Bethann Marie Kierczak, 37, of Southgate, is slated to be sentenced Oct. 13 in Detroit before US District Judge David M. Lawson on a sole count of theft of government funds.
If she stole less than $1,000, she faces up to a year behind bars. If she took more than that, she risks up to a decade inside a federal penitentiary. Those details might be found inside the plea deal she inked with federal prosecutors, but the document hasn’t been released to the public.
“The defendant abused her position of trust as a medical provider to line her own pockets and sell fraudulent COVID-19 vaccination cards,” said US Attorney Dawn N. Ison in a prepared statement released in the wake of Kierczak’s Friday, June 17, hearing. “My office is committed to protecting the citizens of Michigan from individuals who used the global pandemic as an opportunity to commit fraud as evidenced by this case and many other prosecutions we have brought against those that have used this national crisis as an opportunity to commit crimes.”

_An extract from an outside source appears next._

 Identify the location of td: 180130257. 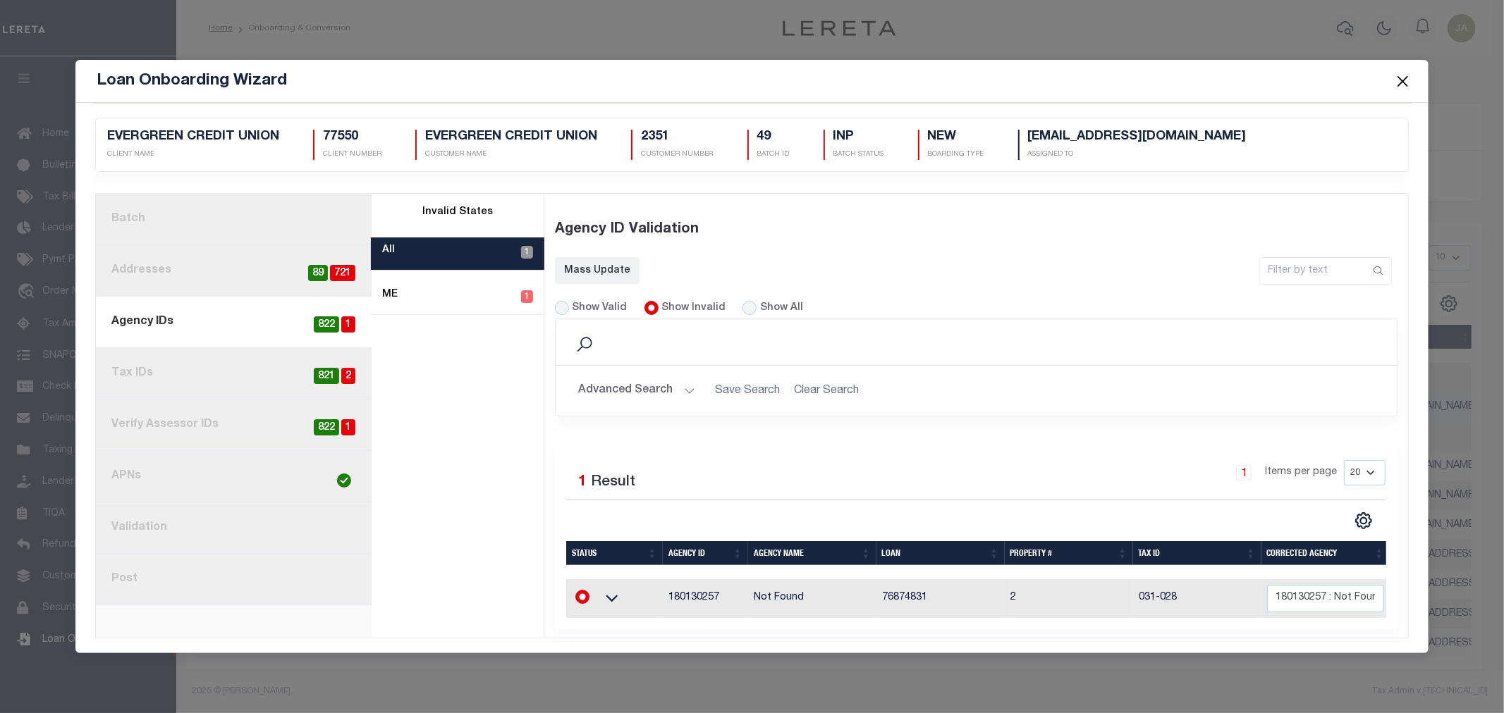
(705, 599).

Kierczak remains free on a $10,000 bond. Neither she nor her criminal defense attorney returned Coffee or Die Magazine’s messages seeking comment.
Her legal woes began on Aug. 12, 2021, when a confidential tipster told the VA that the registered nurse at the John D. Dingell VA Medical Center in Detroit was selling COVID-19 vaccination record cards issued by the Centers for Disease Control.
Kierczak had access to the cards because she gave veterans their COVID-19 vaccinations.
The informant gave the VA copies of Facebook Messenger conversations with Kierczak that appeared to show she was stealing CDC cards from the hospital and selling them to veterans and others.
During a May 22, 2021, conversation, for example, the unnamed informant asked her to “grab me about 10 of those things.” Kierczak replied that she couldn’t get them until the next shift, according to court records.
When the informant asked for another card for a friend on June 3, 2021, Kierczak answered, “Ok, I can get him one, I need his first and last name and birthdate, I will fill it out.”
She charged the tipster $150 and told him that she recently sold a dozen for $100 each,” prosecutors say.

On Aug. 16, 2021, federal agents directed the informant to ask if she could provide him another card. That same day, she delivered a blank vaccination form to the tipster’s home, at no cost. She then told him the vaccine manufacturer name, lot number, and dates that the doses would have been administered to fill in on the card.
On Sept. 8, 2021, the informant reached out again to Kierczak to buy additional cards. In a meeting at the tipster’s home that was recorded on a cell phone, the registered nurse said she had five vaccination cards in her desk drawer at the hospital. She offered to sell them for $200 each, according to her criminal complaint.
Twelve days later, Kierczak delivered the cards marked with lot numbers for Moderna COVID-19 doses that would never be administered. The nurse kicked back $300 to the confidential informant as a finder’s fee for bringing her the business, the court records state.
“Stealing and selling fraudulent COVID-19 vaccination cards threatens the safety of VA medical center patients and employees as well as the general public,” said VA’s Office of Inspector General’s Central Field Office Special Agent in Charge Gregory Billingsley in a prepared statement.